For decades it served as an extension of the White House, housing the Office of the Vice President among other key administration officials. It was refurbished in the mid-1980s and had since served as a room for meetings and receptions. Given its size, the Foreman administration felt it was the most appropriate location to discuss the details of the president’s procession, memorial, and burial.
Attending the meeting with Foreman’s senior staff was the entire cabinet, the First Lady’s senior staff, and members of the Congressional Leadership. That group included Speaker Jackson, the House Majority Leader, the House Whip, the Senate Majority Leader, and the minority leaders for both houses of congress.
Also present were several representatives of the Ceremonials division of the Office of the Chief of Protocol. The Ceremonials employees worked under the authority of the State Department. They were in charge of special events: inaugurations, joint sessions of Congress, and funerals.
The large table would accommodate twenty-five people. The rest would have to stand. The room was filling quickly, and Felicia decided it was time to find her seat.
She nodded at colleagues, shook some hands, and expressed condolences to those closest to President Foreman. The Speaker was doing her best to appear genuine. In reality, Felicia had no interest in attending this meeting.
Her mood was still sour from learning that the Supreme Court had agreed to hear the merits of Blackmon’s case. Despite her attorneys’ repeated forewarning of that eventuality, she wasn’t emotionally prepared for the reality of it when they broke the official news.
The Speaker was just leaving her office when her legal team found her in Statuary Hall. She didn’t lambaste them as she had on the terrace earlier in the day, but neither was she friendly. They assured her that they were preparing an outstanding case for the high court and that they knew they could win.
She asked the young, follicle-challenged lawyer what he thought about the case. He was surprisingly positive. It was encouraging to the Speaker, but not mood-salvaging as she climbed into the back of her black Chevy Tahoe and rode to the EEOB.
Trying her best not to sulk outwardly, she found a seat at the table and slid into the chair. To her left was Foreman’s Chief of Staff and to her right was an empty seat that she noticed was reserved for John Blackmon.
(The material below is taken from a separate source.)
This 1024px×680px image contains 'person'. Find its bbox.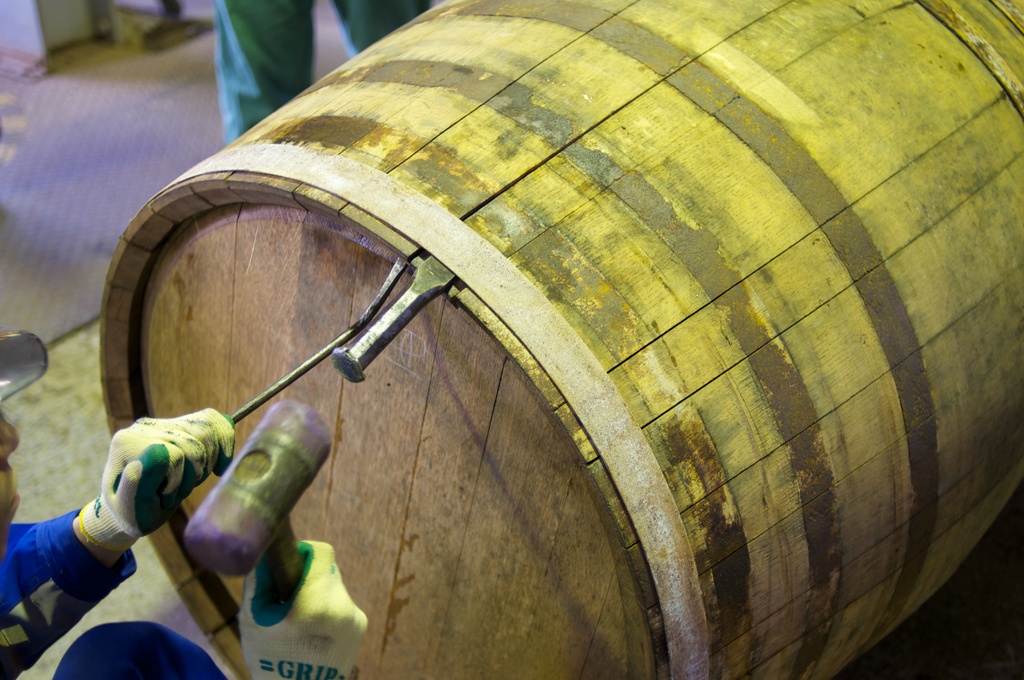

“That man is the bane of my existence,” she mumbled under her breath. She caught the eye of the Secretary of Defense and forced a quick nod and smile. She looked around the room for Blackmon and didn’t notice him at first. After a group of men parted on the other side of the room, she saw him. His head and shoulder were bent to his left as he listened to a trailing aide. He wore a dark suit and white shirt that essentially matched the attire of every other man in the room.
Brooks Brothers must have had a sale.
On the table in front of each seat was a glass goblet. Each was filled with ice water and was sweating. Felicia used a small cloth napkin wrapped around the goblet’s stem to wipe it dry before taking a sip. As she did, she heard the clanging of a spoon.
Across the table, a mile away it seemed, a man the Speaker didn’t recognize was holding a teaspoon in one hand and his goblet in the other. He was attempting to gain everyone’s attention. It worked; the loud rumbling of voices softened.
“Everyone, please take your seats. We are ready to begin.” He clanged the glass again. “I know every soul here has a tight schedule, so let’s get on with the meeting, please. Take your seats.”
Felicia watched Blackmon move toward his seat. As he neared, she turned away so as not to let him notice her gaze. She felt his left hand on her right shoulder.
“Felicia,” he said cordially, “how are you?”
“Fine, John. And you?”
“Okay, considering the circumstances.” He pulled his hand from her shoulder and took his seat. “I know we’re all still in shock over Dexter’s death. This whole thing is just surreal.” He spoke softly enough for only her to hear him, smiling and waving at others across the table. “And this whole ordeal in court,” he continued as he pulled in his chair, “it’s so draining.”
She said nothing.
“I’m sure it’s been tough for you,” he said, baiting her. He adjusted his red satin power tie against his waist. “I know it’s been tough on me, so I can only imagine…” He let his false empathy hang.
“You probably can’t imagine,” Felicia said. She leaned to the right from her hips, close enough to Blackmon so that she could whisper, “That would require the use of the right side of your brain, Mr. Secretary.”
John Blackmon laughed without looking to his left. Instead he pulled his own sweating water glass to his lips and toasted the Speaker before taking a drink.
“Good for you, Felicia,” he offered as he put his drink back on the table. “You still have some fight left in you.”
Felicia rapped on the table with the knuckles on her right hand. It was balled into a fist. She said nothing, knowing that to engage Blackmon any further would only lead to an embarrassing scene. He was pushing her; she couldn’t allow herself to fall for it. She was saved by the man at the opposite end of the table, who still held the spoon in his hand.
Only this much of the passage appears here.